Logo Questions Linux Laravel Mysql Ubuntu Git Menu
 

How can I make a display:flex container expand horizontally with its wrapped contents?

Tags:

html

css

flexbox

When using css flexbox the three main browsers appear to behave entirely differently in certain areas.

In this case I am trying to create a grid of images:

<div class="container">      <div class="photo"></div>      <div class="photo"></div>      <div class="photo"></div>      <div class="photo"></div>      <div class="photo"></div>      <div class="photo"></div> </div>   .container {     display:inline-flex;     flex-flow : column wrap;     align-content : flex-start;     height : 100%; } 

In this example I need a container, itself containing several div elements set up to flow from top to bottom and wrapping when they reach the bottom. Ultimately providing me with columns of photos.

However I need the container to expand horizontally to accommodate the wrapped elements:

Here is a quick jsFiddle to demonstrate.

The behaviour is as follows:

  • IE 11 - Correct, the container stretches horizontally to wrap each column of wrapped elements
  • Firefox - The container only wraps the first column of elements, with the rest overflow out.
  • Chrome - The container always stretches to fill the width of its parent, whatever that may be.

In this instance I would like to achieve the behaviour of IE11 in the other two browsers. Therefore my question is, how can I make a flexbox container expand horizontally to match its column wrap contents.

Thanks in advance.

like image 338
gordyr Avatar asked May 01 '14 13:05

gordyr


People also ask

How do you wrap text in a Flex container?

As you only want the text itself to wrap you need to use flex-wrap: nowrap; to keep . right on the same line. The text will automatically wrap when there is not enough space.

Which property is used to align Flex items horizontally?

The align-content property is used to align the flex lines.

How do you align Flex items horizontally and vertically?

In order to vertically and/or horizontally center text or other content contained in a flex item, make the item a (nested) flex container, and repeat the centering rules.
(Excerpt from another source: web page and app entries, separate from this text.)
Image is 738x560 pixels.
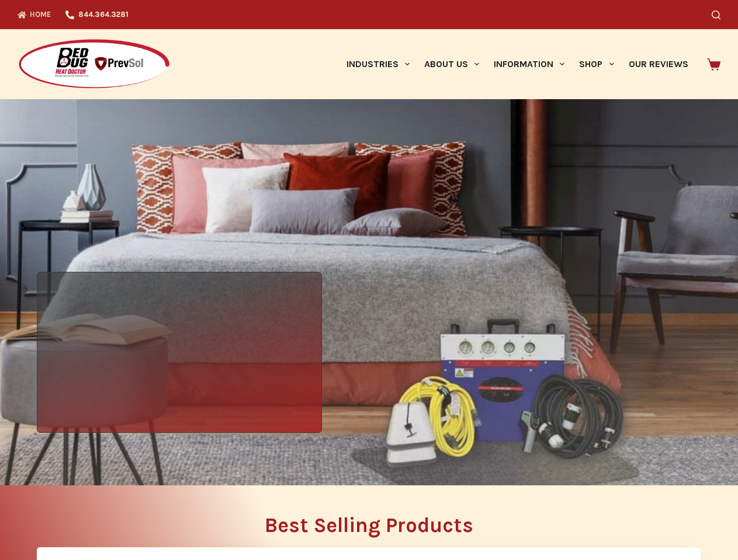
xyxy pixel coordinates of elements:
[486,29,571,99] a: Information
[18,39,171,90] img: Prevsol/Bed Bug Heat Doctor
[339,29,695,99] nav: Primary
[37,515,701,536] h2: Best Selling Products
[571,29,621,99] a: Shop
[417,29,486,99] a: About Us
[339,29,417,99] a: Industries
[621,29,695,99] a: Our Reviews
[711,11,720,19] button: Search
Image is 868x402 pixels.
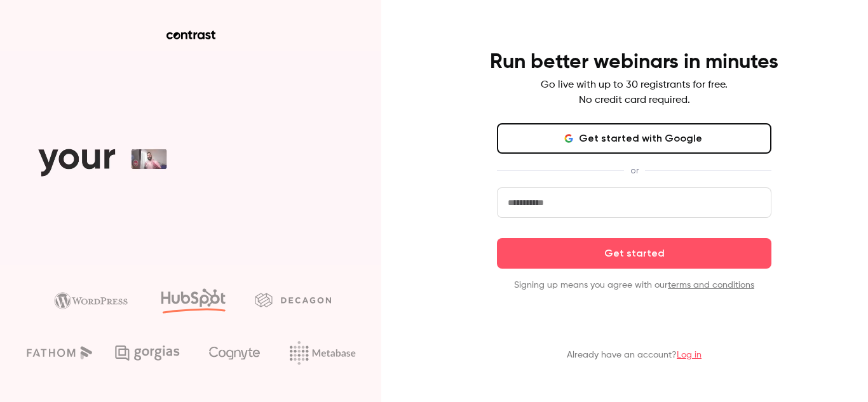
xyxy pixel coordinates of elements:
[567,348,702,361] p: Already have an account?
[624,163,645,177] span: or
[497,123,771,154] button: Get started with Google
[255,293,331,306] img: decagon
[541,78,728,108] p: Go live with up to 30 registrants for free. No credit card required.
[490,49,779,75] h4: Run better webinars in minutes
[668,281,754,289] a: terms and conditions
[677,350,702,359] a: Log in
[497,239,771,269] button: Get started
[497,279,771,291] p: Signing up means you agree with our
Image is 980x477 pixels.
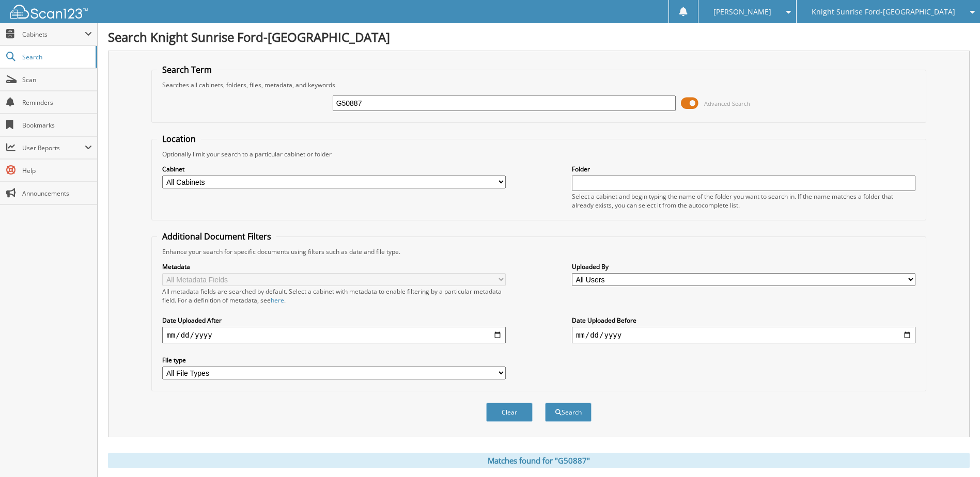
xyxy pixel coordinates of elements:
span: Reminders [22,98,92,107]
img: scan123-logo-white.svg [10,5,88,19]
legend: Location [157,133,201,145]
h1: Search Knight Sunrise Ford-[GEOGRAPHIC_DATA] [108,29,970,45]
span: User Reports [22,144,85,152]
label: Folder [572,165,916,173]
span: Knight Sunrise Ford-[GEOGRAPHIC_DATA] [812,8,956,15]
span: Search [22,53,90,61]
div: Select a cabinet and begin typing the name of the folder you want to search in. If the name match... [572,192,916,209]
input: end [572,327,916,343]
span: Help [22,167,92,175]
a: here [271,296,285,305]
div: Matches found for "G50887" [108,453,970,469]
label: Cabinet [162,165,506,173]
span: [PERSON_NAME] [714,8,771,15]
button: Search [546,403,592,421]
label: Metadata [162,262,506,271]
div: Searches all cabinets, folders, files, metadata, and keywords [157,81,920,89]
span: Scan [22,76,92,84]
label: Date Uploaded After [162,316,506,325]
span: Cabinets [22,30,85,39]
legend: Additional Document Filters [157,231,276,242]
label: Uploaded By [572,262,916,271]
span: Advanced Search [705,99,750,108]
div: Optionally limit your search to a particular cabinet or folder [157,150,920,158]
div: All metadata fields are searched by default. Select a cabinet with metadata to enable filtering b... [162,287,506,305]
span: Bookmarks [22,121,92,130]
span: Announcements [22,189,92,198]
label: Date Uploaded Before [572,316,916,325]
label: File type [162,356,506,364]
legend: Search Term [157,64,217,76]
input: start [162,327,506,343]
button: Clear [487,403,533,421]
div: Enhance your search for specific documents using filters such as date and file type. [157,247,920,256]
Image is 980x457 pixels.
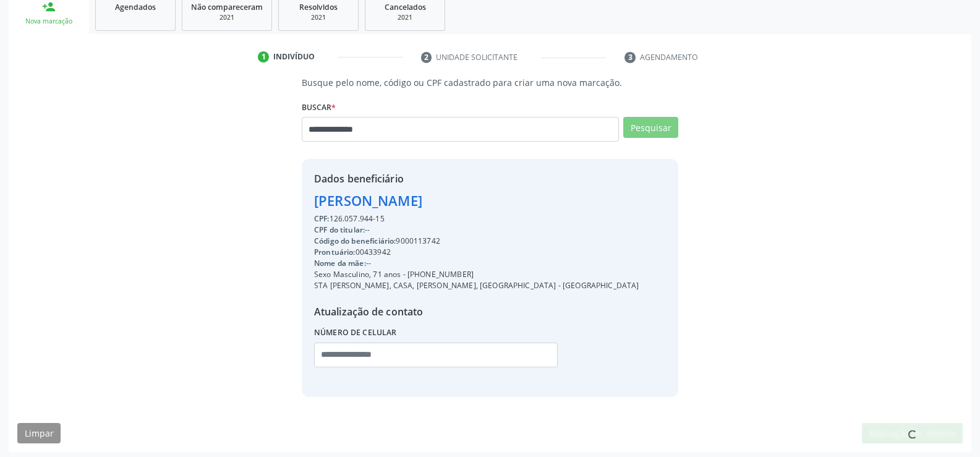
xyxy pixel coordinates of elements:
div: 2021 [288,13,350,22]
div: STA [PERSON_NAME], CASA, [PERSON_NAME], [GEOGRAPHIC_DATA] - [GEOGRAPHIC_DATA] [314,280,639,291]
div: Nova marcação [17,16,81,26]
div: 00433942 [314,247,639,258]
div: 126.057.944-15 [314,213,639,224]
label: Número de celular [314,323,397,343]
span: CPF do titular: [314,224,365,235]
span: Agendados [115,2,155,12]
span: Prontuário: [314,247,356,257]
span: Não compareceram [191,2,263,12]
button: Pesquisar [624,117,679,138]
span: Nome da mãe: [314,258,366,268]
div: -- [314,258,639,269]
div: -- [314,224,639,235]
span: Código do beneficiário: [314,235,396,246]
label: Buscar [301,98,336,117]
div: [PERSON_NAME] [314,191,639,210]
span: Cancelados [385,2,426,12]
div: 2021 [374,13,435,22]
div: Sexo Masculino, 71 anos - [PHONE_NUMBER] [314,269,639,280]
p: Busque pelo nome, código ou CPF cadastrado para criar uma nova marcação. [301,76,679,89]
div: 9000113742 [314,235,639,247]
div: Atualização de contato [314,304,639,319]
span: Resolvidos [299,2,338,12]
div: Indivíduo [273,52,314,63]
div: Dados beneficiário [314,171,639,186]
span: CPF: [314,213,330,224]
div: 1 [258,52,269,63]
div: 2021 [191,13,263,22]
button: Limpar [17,423,61,444]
More details here: How to vertically align text inside a flexbox? Alternatively, you can apply margin: auto to the content element of the flex item.


2 Answers

It's curious that most browsers haven't implemented column flex containers correctly, but the support for writing modes is reasonably good.

Therefore, you can use a row flex container with a vertical writing mode. This will swap the block direction with the inline direction, and thus the flex items will flow vertically. Then you only need to restore the horizontal writing mode inside the flex items.

.container {    display: inline-flex;    writing-mode: vertical-lr;    flex-wrap: wrap;    align-content: flex-start;    height: 350px;    background: blue;  }  .photo {    writing-mode: horizontal-tb;    width: 150px;    height: 100px;    background: red;    margin: 2px;  }
<div class="container">    <div class="photo">1</div>    <div class="photo">2</div>    <div class="photo">3</div>    <div class="photo">4</div>    <div class="photo">5</div>    <div class="photo">6</div>    <div class="photo">7</div>    <div class="photo">8</div>    <div class="photo">9</div>  </div>

This approach may have its own bugs in edge cases, especially if you mix advanced layout techniques like floats and nested flexboxs. But for most cases it seems to work properly.

like image 92
Oriol Avatar answered Oct 01 '22 02:10

Oriol


The spec says that what you're doing should work, but it's implemented incorrectly in every major browser besides Internet Explorer / Edge, making multi-line inline-flex column layouts useless at present for most developers. Here's a Chromium bug report providing an example that is effectively identical to yours, and noting that it renders incorrectly in Chrome, Safari, and Firefox.

The argument from spec is more complicated than I'm able to understand, but the key point is that Flexible Box Layout Module Level 1 spec defines the intrinsic cross-size of a flex container (that is, the intrinsic height of a flex-direction: row flex container or the intrinsic width of a flex-direction: column flex container) in the section Flex Container Intrinsic Cross Size. There, it is stated:

For a multi-line flex container, the min-content/max-content cross size is the sum of the flex line cross sizes

That is, the intrinsic width of a flex-direction: column flex container should be the sum of the widths of its columns, as you'd expect. (There is more complexity than this, and I don't understand it all, but I believe the above to be broadly true.) However, Chrome, Firefox, and Safari all calculate this width incorrectly; setting width: min-content or width: max-content on a column wrap flex box in Chrome, you can clearly see that the width is set to the width of the widest single element.

A silly Chrome-specific workaround exists, but is probably best avoided. Until the bug is fixed, this part of the Flexbox model simply doesn't work as designed and there's no clean solution available.